500 Testosterone Lawsuits Added To MDL In Past Two Months

Recall Lawyer News

After an influx of claims, nearly 2,000 testosterone therapy lawsuits are currently pending in the MDL against pharmaceutical manufacturers that failed to warn customers of the risk of heart attack and stroke connected to their medications.

Saturday, August 15, 2015 - The total number of lawsuits filed in multidistrict litigation concerning complications stemming from testosterone supplements is nearing 2,000 after 500 were added to the MDL over the past two months. The manufacturers of the supplements, which are also referred to as testosterone therapies, include large pharmaceutical companies such as Eli Lilly & Co. and Abbvie. The lawsuits, which are consolidated in the Northern District of Illinois federal court, have grown rapidly since their initial certification in June of 2014.

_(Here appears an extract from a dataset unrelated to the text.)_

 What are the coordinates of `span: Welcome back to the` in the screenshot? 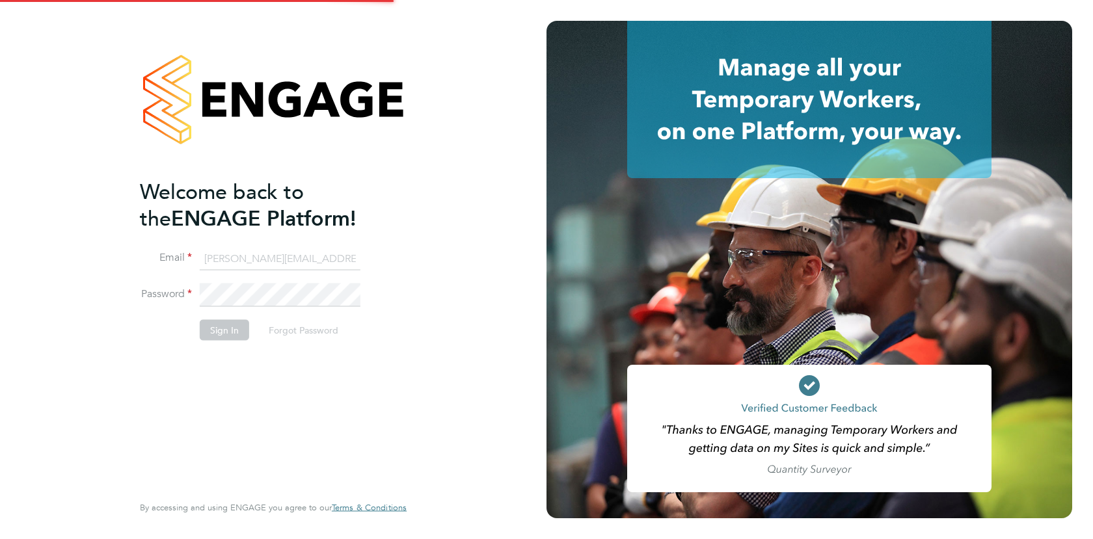 It's located at (222, 205).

The medications in question, including Angrogel, Axiron and Testim concern low-t therapies. These prescribed drugs are intended to help treat men who are diagnosed with having low or diminishing testosterone levels. The plaintiffs filing lawsuits against the manufacturers of the low-t medications however claim that not only did the defendants fail to warn patients of the potential injuries that could be sustained from low-t therapies, but that the diagnosed problems of low testosterone that the treatments were prescribed to reverse are just natural developments in a man‘s aging process.

The serious side effects that came about with the prescribing of the testosterone drugs include serious heart and blood clot complications. Plaintiffs have claims that patients have suffered from heart attacks, stroke, and even death as a result of taking the testosterone supplements prescribed to them. The MDL began with less than 50 cases claiming such allegations, but that number has grown considerably in the 14 months since its consolidation.

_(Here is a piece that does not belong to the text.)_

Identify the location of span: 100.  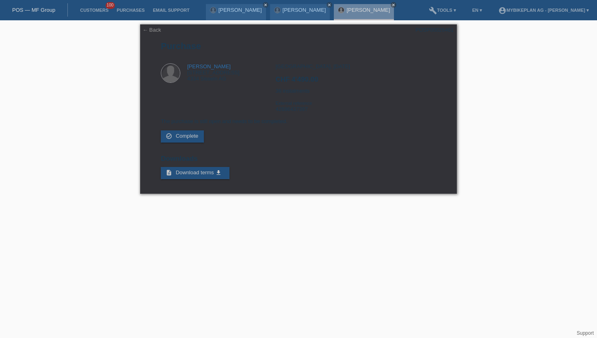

The manufacturers of the drugs marketed them to physicians to treat a series of problems that arise as men age, including weight gain, poor energy levels and sex drive. The only condition the testosterone drugs were approved to treat was hypogonadism, an affliction most that received testosterone therapy did not suffer from. Instead, the plaintiffs claim that the drugs were advertised to combat a loss of testosterone due to aging with no warning of the serious side effects involved.

The American Medical Association has reported on those side effects and their effect of patients who underwent the testosterone therapies. Men who were prescribed the treatment that already had cardiovascular problems were put at a 30 percent greater risk of heart attacks and strokes as a result of the low-t therapy. Further studies discovered that the increased risk could occur within 90 days of taking the supplements. In response to these statistics, the FDA recommended by a 20-1 margin in 2014 that companies producing testosterone therapies further investigate the drugs for the serious complications they were linked to.

A joint status report in the multidistrict litigation was filed on July 17, detailing the requests from plaintiffs for the defendants to produce documents pertaining to their filings against the defendants. These include files connected to the marketing of the drug to physicians, which plaintiffs claim the defendants were conducted recklessly. Plaintiffs claim the marketing of the drugs without proper testing to physicians is connected to the failure to warn consumers of the side effects related to the testosterone therapies, as those physicians prescribed the drugs to patients that eventually developed serious side effects in response to the supplements. The first bellwether trials are scheduled to begin in 2016.